Up to and including the line with "The width and height of the screenshot is (1406, 791).", please reproduce the lines below exactly, beginning with the first.

(Saved entries)
#####
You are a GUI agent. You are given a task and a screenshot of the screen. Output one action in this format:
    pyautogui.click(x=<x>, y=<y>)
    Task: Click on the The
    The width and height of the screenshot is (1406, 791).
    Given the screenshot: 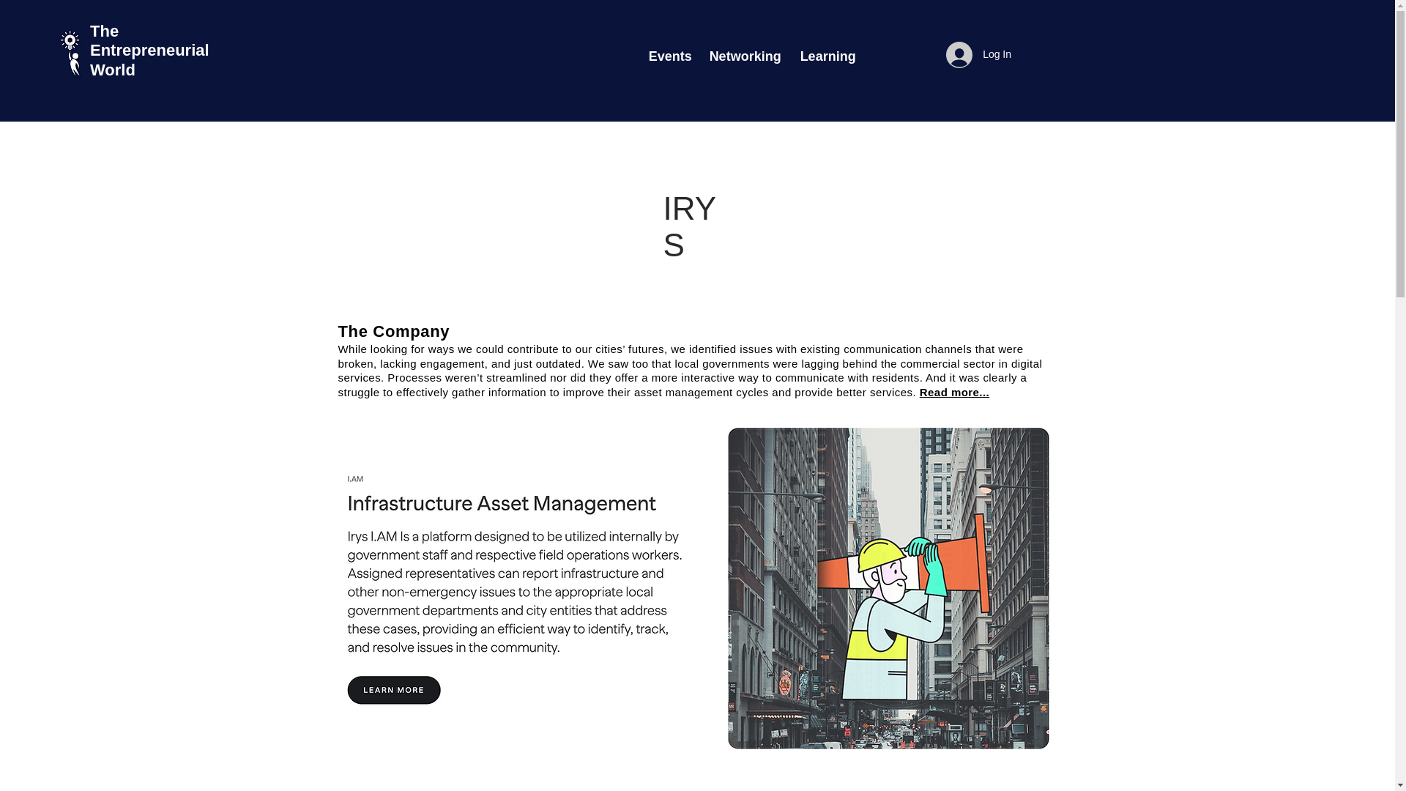 What is the action you would take?
    pyautogui.click(x=104, y=31)
    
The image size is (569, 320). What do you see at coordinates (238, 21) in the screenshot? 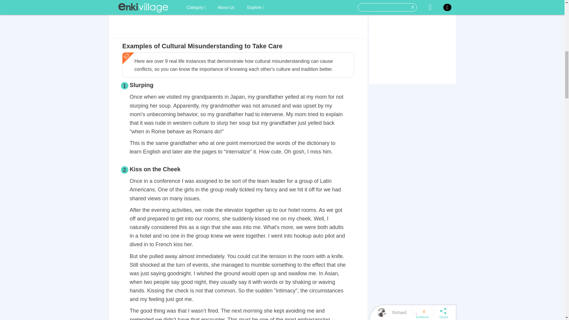
I see `Advertisement` at bounding box center [238, 21].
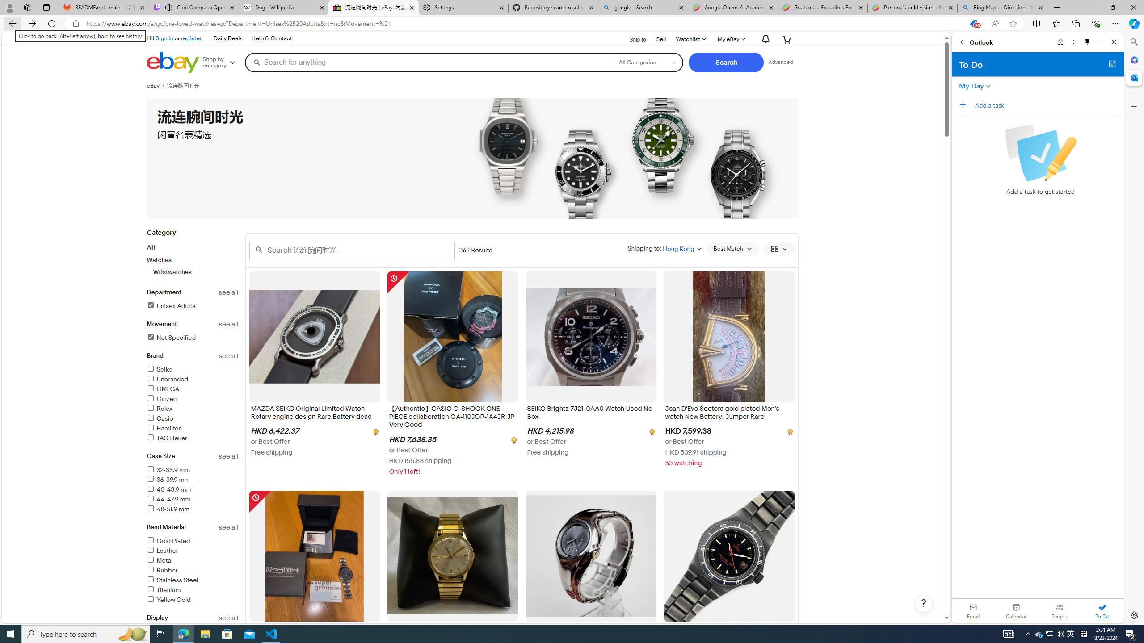 Image resolution: width=1144 pixels, height=643 pixels. I want to click on Unisex Adults Filter Applied, so click(171, 306).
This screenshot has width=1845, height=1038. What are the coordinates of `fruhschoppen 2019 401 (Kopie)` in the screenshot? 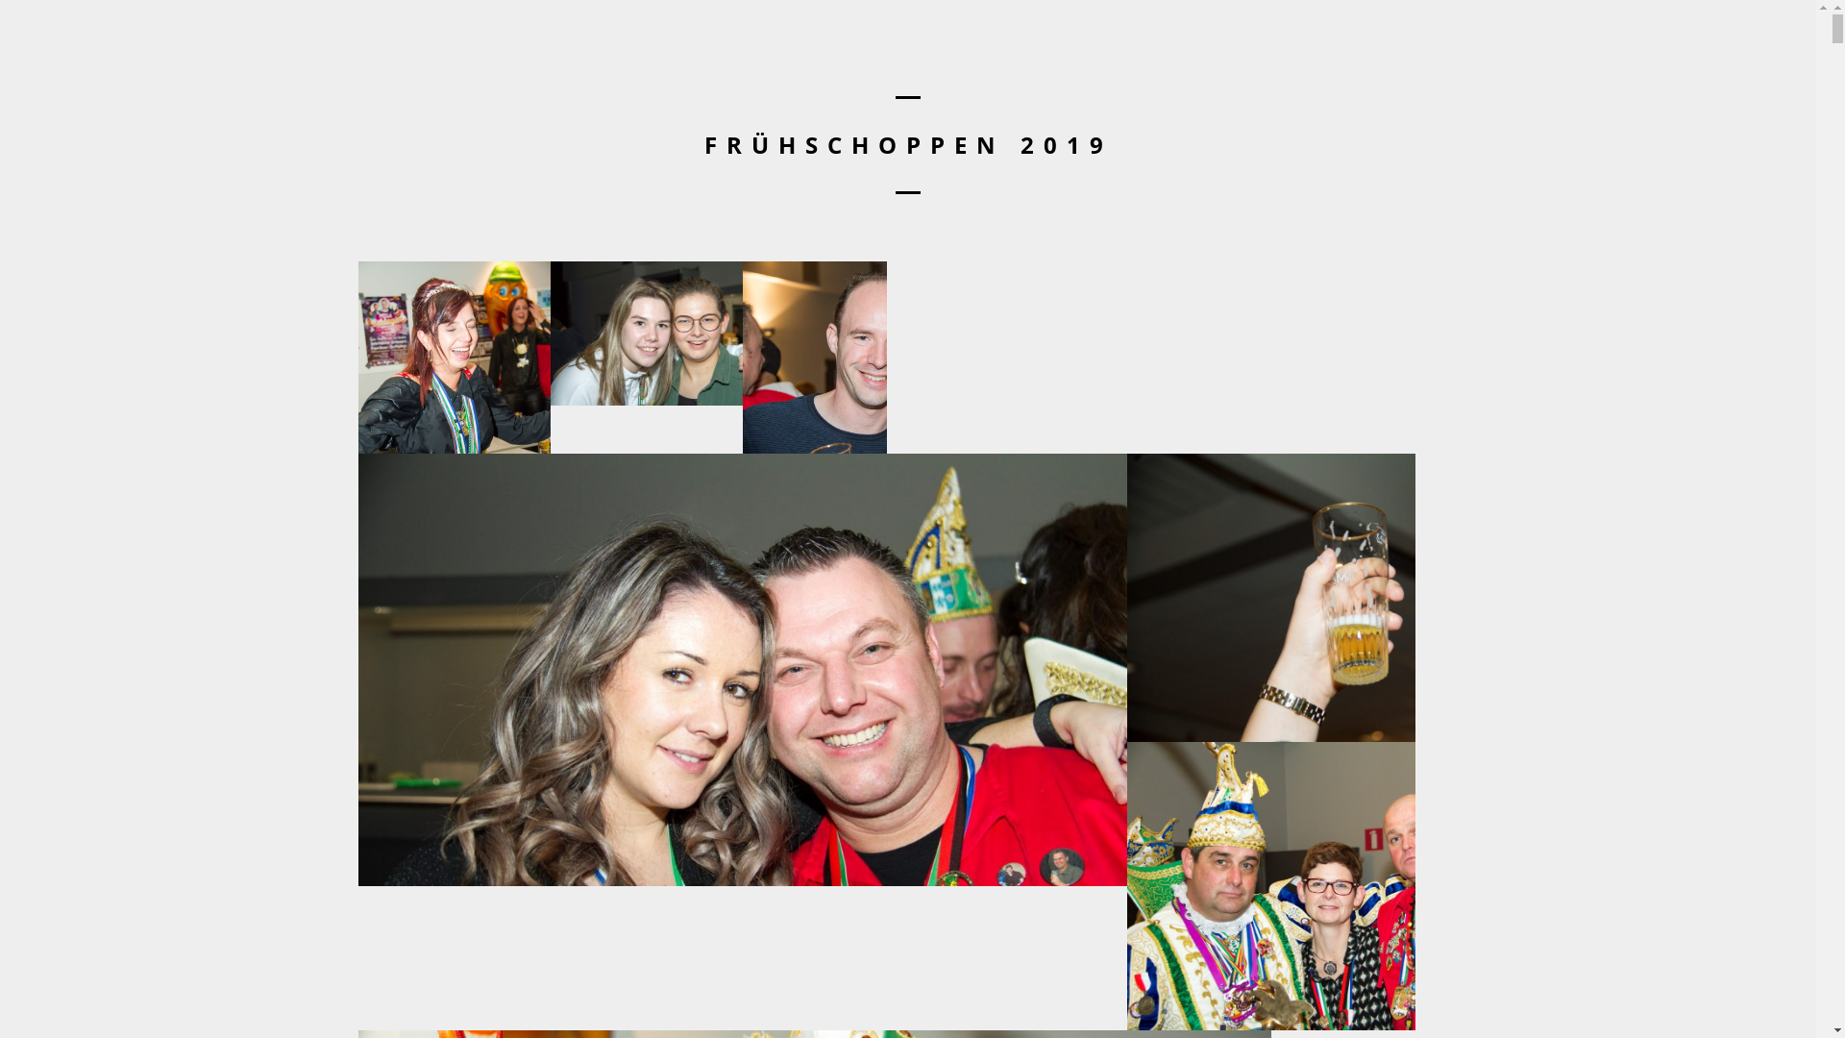 It's located at (1271, 886).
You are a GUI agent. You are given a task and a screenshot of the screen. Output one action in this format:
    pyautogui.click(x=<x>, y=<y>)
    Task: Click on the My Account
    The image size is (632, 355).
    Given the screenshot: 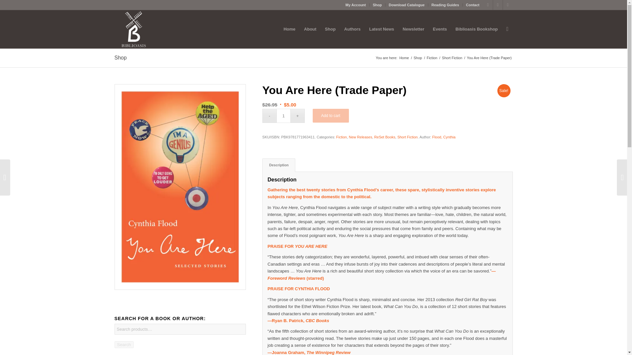 What is the action you would take?
    pyautogui.click(x=355, y=5)
    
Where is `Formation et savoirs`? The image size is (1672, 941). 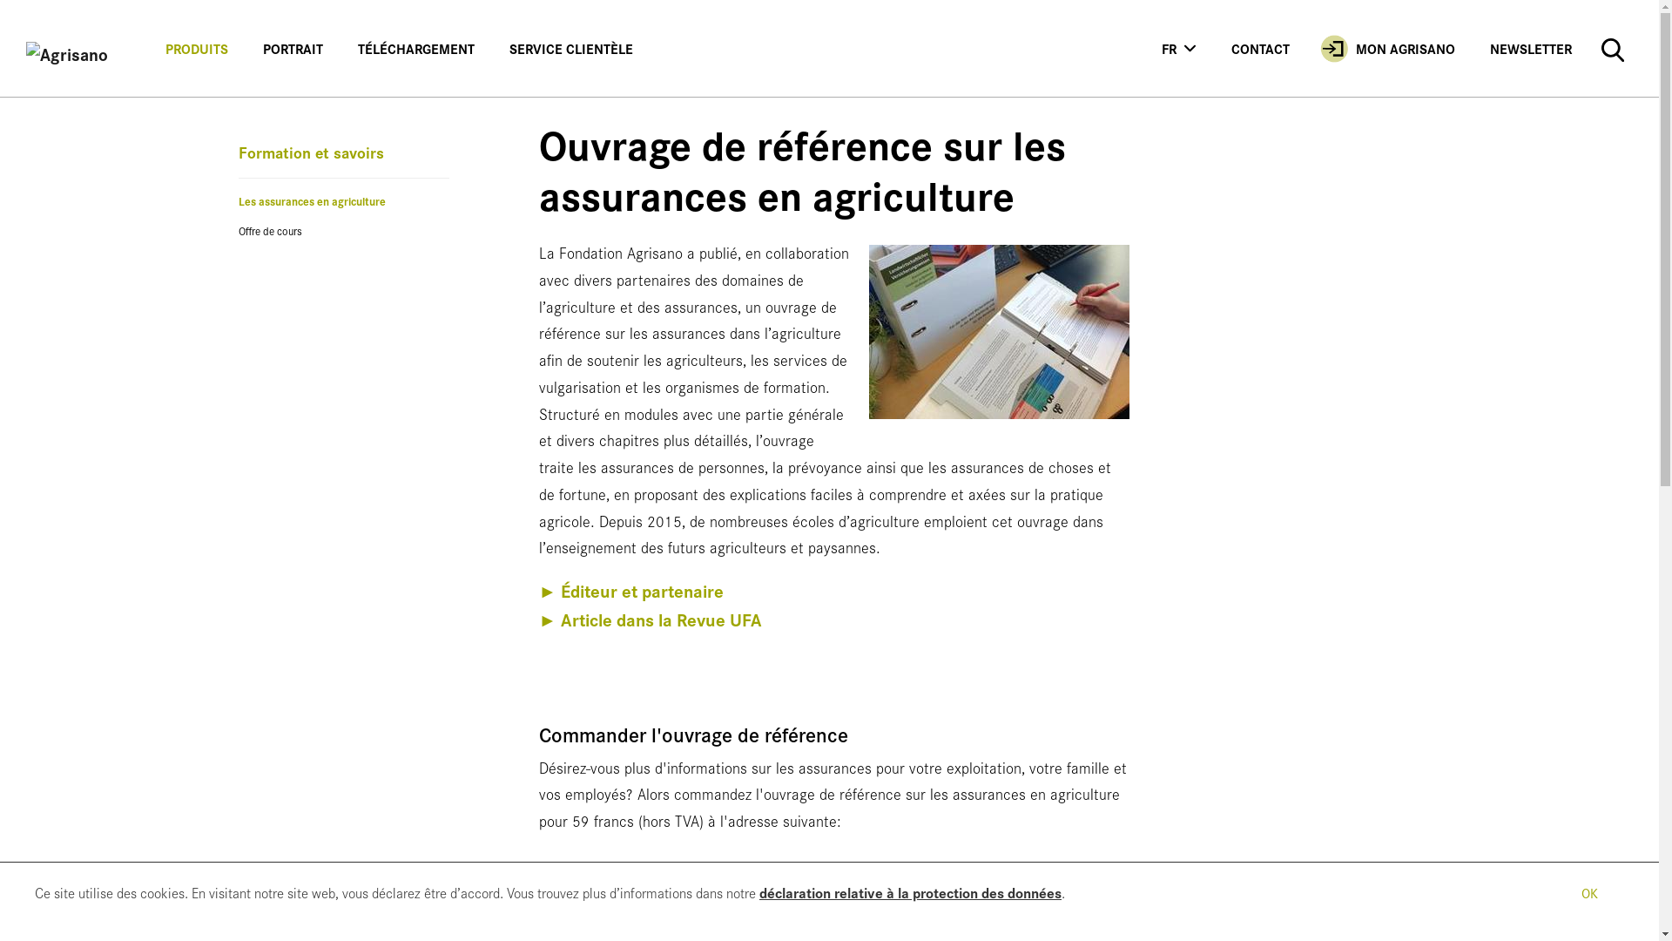 Formation et savoirs is located at coordinates (312, 152).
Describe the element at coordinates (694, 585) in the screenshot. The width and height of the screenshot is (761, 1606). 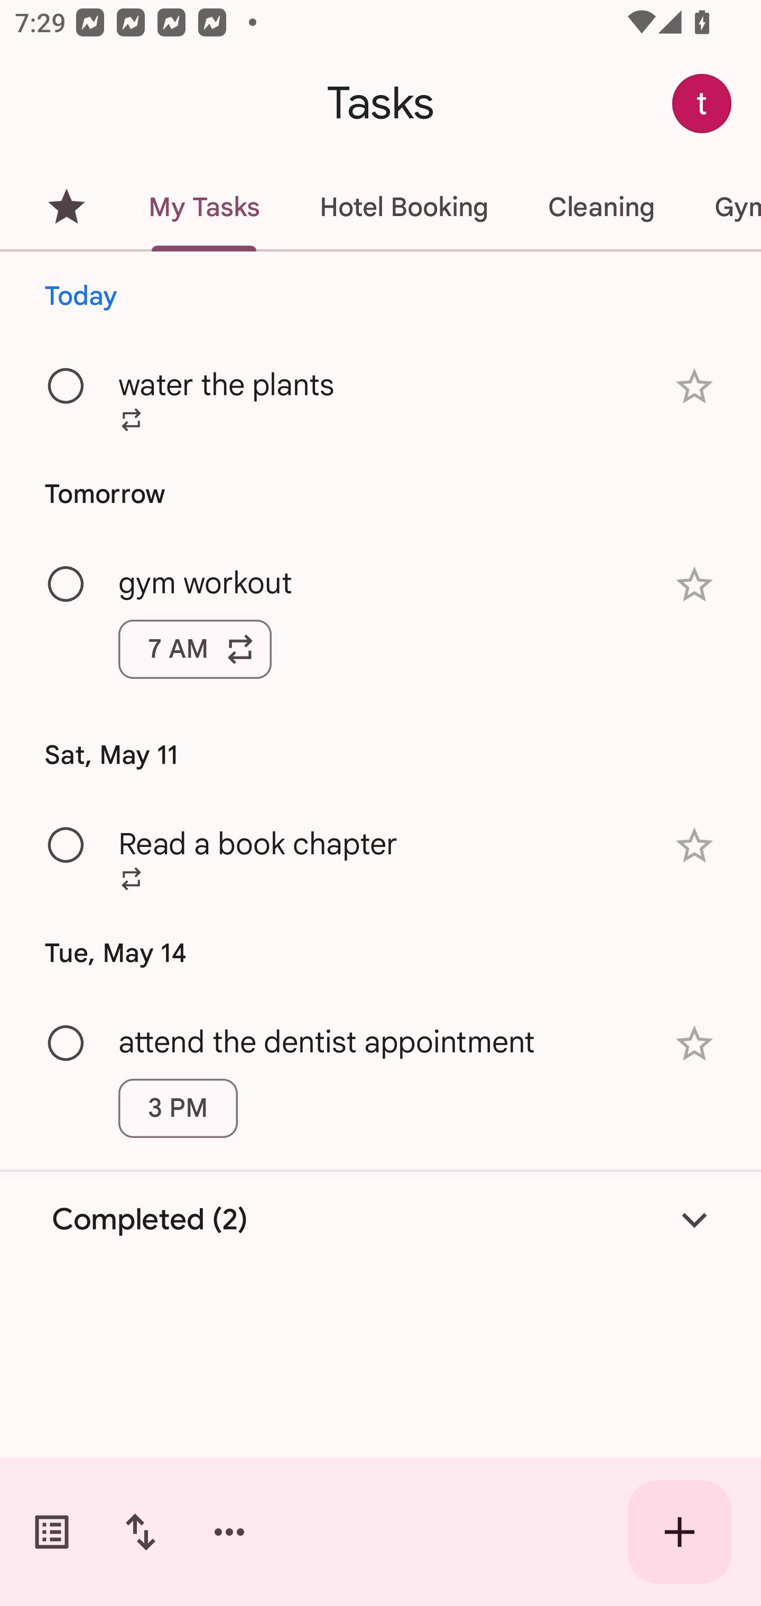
#####
* [SOLVED PROBLEM]
You are a GUI agent. You are given a task and a screenshot of the screen. Output one action in this format:
    pyautogui.click(x=<x>, y=<y>)
    Task: Click on the The
    The width and height of the screenshot is (1406, 791).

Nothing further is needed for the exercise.